NOTE: I doubt whether the author of that comment is the same person as the President and CEO of JTF, but appreciate the irony of the attribution.
There are a couple parts in answer to the remark by Mr. Mulaik.
Fed purchase of Treasury obligations, doing so with money that comes “out of thin air", starts the inflationary cycle. Those funds did not previously exist; now they do, and their recipients can spend them on goods and services, diluting the value of other dollars in the economy as they bid up prices in the market.
Forcing taxpayers to redeem the Treasury debt obligations, even after they have been purchased by another division in the same government entity, sucks some of those additional dollars back out of the system, thereby mitigating the inflationary effect of the earlier purchase by the Fed.
However, that the dollars are withdrawn in this way does not eliminate the problem. It is not a value-neutral operation, because the people giving and taking are completely different, and circumstances have changed between the two times. These aspects make the effect a wholesale transfer of wealth from one part of the population to another, from the general taxpayers to the bankers who buy and sell those securities.
If the Fed creates money out of nothing, ad infinitum, the value of the currency will collapse; that it has not yet happened is I think a consequence of the growth in productivity that our economy has sustained in the intervening years.
Finally, while the Fed is in some ways independent of the rest of the US Government, it could not exist without explicit government support. Fed policy is not formally tied to Administration policy, but politics drive it towards typically more expansionist monetary policy, which not coincidentally is what the Administration usually wants. The separation between Treasury and Fed is a product of history, not rational design, and I won’t try to defend it.
Why is it that we must assume that when the Fed buys the Treasury securities issued to finance deficit spending, that the Treasury owes both the principal and the interest to the Fed to redeem those securities. Is not the debt between government and private citizens, but once a government agency buys the securities from a private citizen the debt has been redeemed. The Fed, by it current admission, is a government agency. Government is one entity, not multiple entities. Once a government agency redeems a debt on a security, no other agency of the same government should be obliged to pay the same amount to the Fed by raising tax revenues from the private citizens to finance the purchase. That amounts to government’s paying twice for the same securities.

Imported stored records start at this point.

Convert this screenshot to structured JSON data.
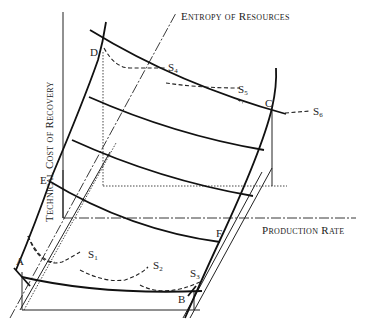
{
  "diagram": {
    "axes": {
      "y_label": "Technical Cost of Recovery",
      "x_label": "Production Rate",
      "z_label": "Entropy of Resources"
    },
    "points": {
      "A": "A",
      "B": "B",
      "C": "C",
      "D": "D",
      "E": "E",
      "F": "F"
    },
    "paths": [
      {
        "id": "S1",
        "base": "S",
        "sub": "1"
      },
      {
        "id": "S2",
        "base": "S",
        "sub": "2"
      },
      {
        "id": "S3",
        "base": "S",
        "sub": "3"
      },
      {
        "id": "S4",
        "base": "S",
        "sub": "4"
      },
      {
        "id": "S5",
        "base": "S",
        "sub": "5"
      },
      {
        "id": "S6",
        "base": "S",
        "sub": "6"
      }
    ],
    "colors": {
      "line": "#111111",
      "background": "#ffffff"
    }
  }
}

Perhaps when the United States backed its money with gold, the Fed used its money backed by its gold, and it needed to replace that with gold backed money from elsewhere. But once we went onto a fiat money system, where the Fed simply creates its money out of nothing, out of thin air, there is nothing that the Fed has lost when it created the money to purchase the securities. Any entity that can create money out of thin air is different from entities that must get their money from elsewhere. Any debt obligations to entities that create money out of thin air are absurd. The whole idea of redeeming a person for expenditures he/she has made presumes that the person gave up something he initially possessed in making the expenditures. If a person can create the money out of thin air, ad infinitum, he/she has not lost any money he expends, that he/she cannot immediately recreate.